Student-assisted art installations showcase work by Pat Steir
Students followed a three-dimensional model to help create "Self Portrait" by Pat Steir. (Photos by Paula Burch-Celentano)
Steir has described her works this way: “Installation allows the artist to paint out of the painting and into space, and the viewer to move from space into a painting the space where the act of painting takes place is in the imagination of the viewer.”
“Endless Line,” a variation on works previously at New York's Whitney Museum and Berlin's Galerie Thomas Schulte, appear in the gallery's two side rooms. An undulating line floats across walls washed with six layers of transparent blue paint and segmented with an expansive red grid.
The gallery's back room displays “Self Portrait,” a work originally at the New Museum of Contemporary Art in 1987 and subsequently at venues in Canada and Europe.
Steir created "Self Portrait" using Renaissance-era sketches of facial features and Albrecht Dürer depictions of the body, redrawn onto walls in an enlarged format.
Artist Pat Steir directs the installation of her work “Endless Line” at the Newcomb Art Gallery.
The collaboration focused on rendering a catalogue of large-scale ears, eyes and noses from Steir's original images projected onto the gallery walls.
The anonymity of the facial features echoes the depersonalized artist's hand in the installation process.
The opening reception is from 6â“8 p.m. today at the gallery, located in the Woldenberg Art Center on the Tulane uptown campus.
Gallery hours are Tuesday through Friday, 10 a.m. until 5 p.m., and Saturday and Sunday, 11 a.m. until 4 p.m.
Teresa Parker Farris is marketing coordinator for the Newcomb Art Gallery.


* **HOW TO COMPLETE THIS TASK**:
Pictures must be kept out of the copy. Every entry is to be duplicated exactly.

* **MATERIAL FOR THIS EXERCISE**:
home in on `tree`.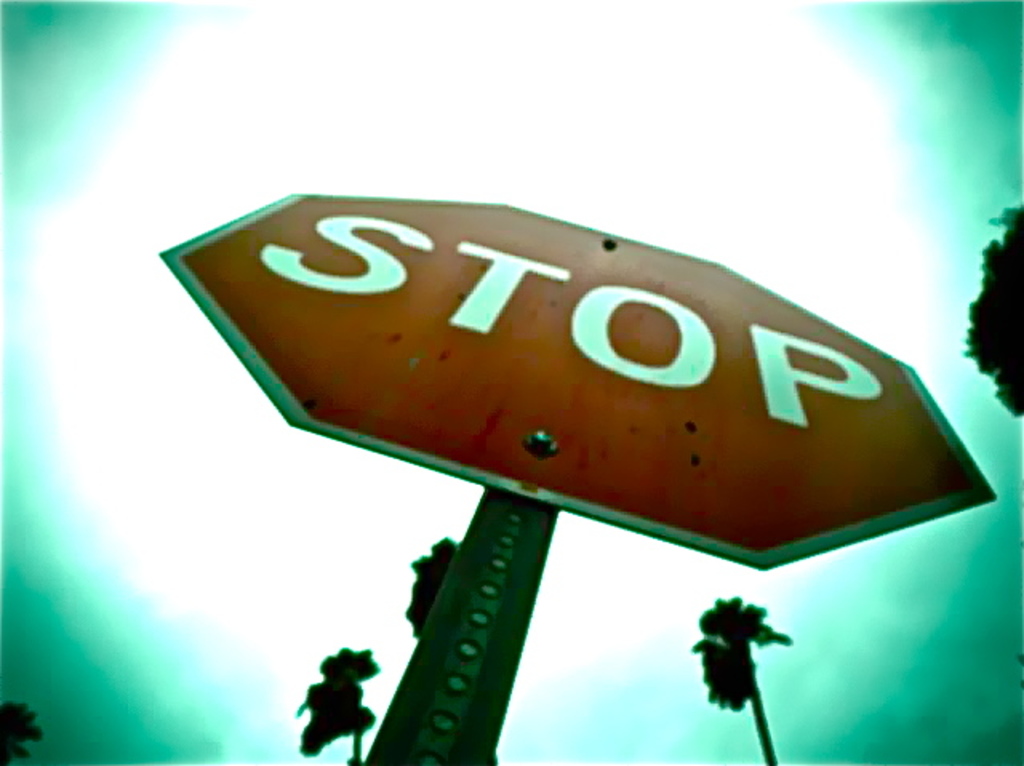
Homed in at (left=677, top=579, right=813, bottom=742).
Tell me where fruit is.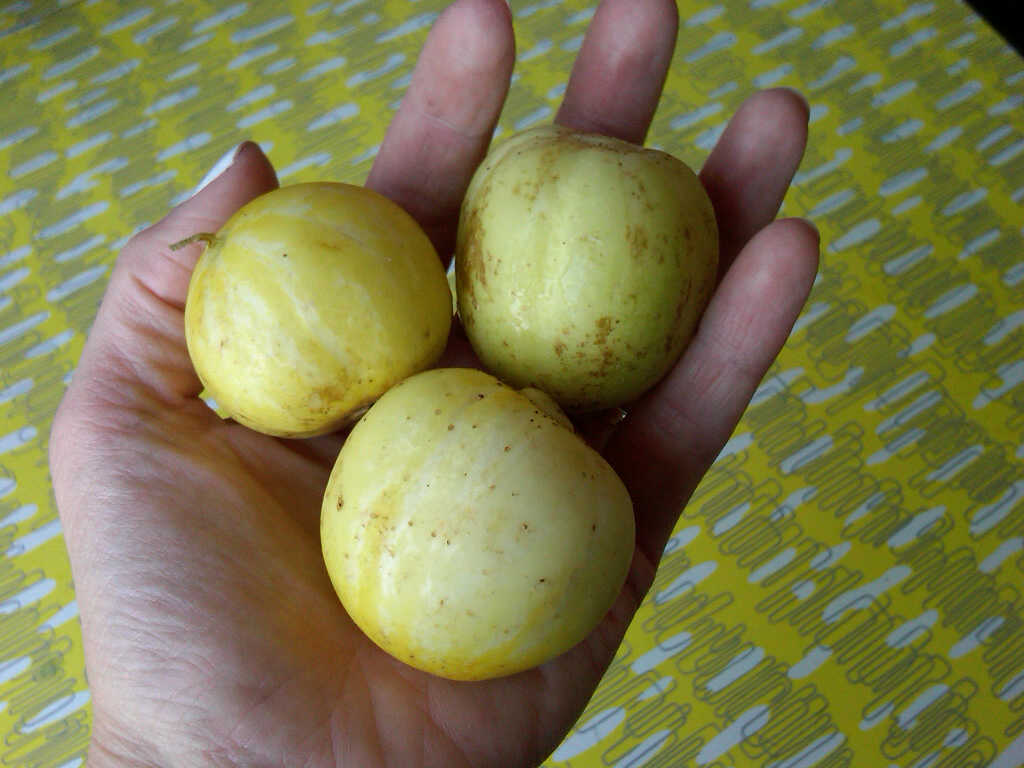
fruit is at BBox(316, 363, 642, 685).
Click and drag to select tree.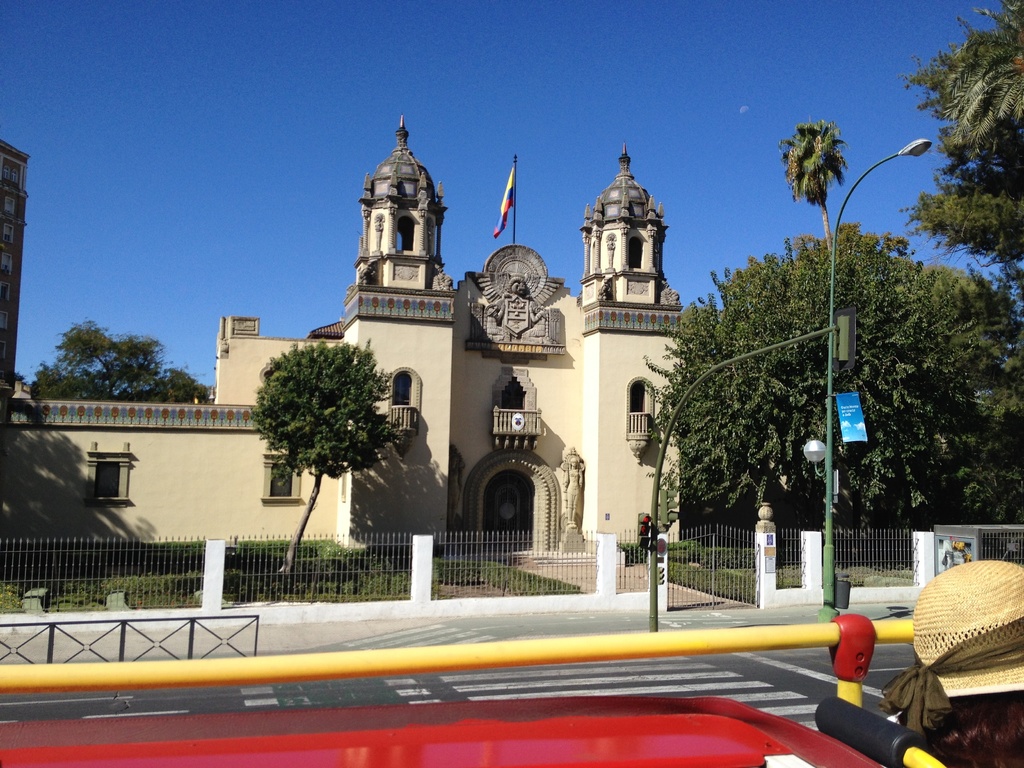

* **EXERCISE RESPONSE**:
home in on `tree`.
Homed in at (left=677, top=579, right=813, bottom=742).
Tell me where fruit is.
fruit is at BBox(316, 363, 642, 685).
Click and drag to select tree.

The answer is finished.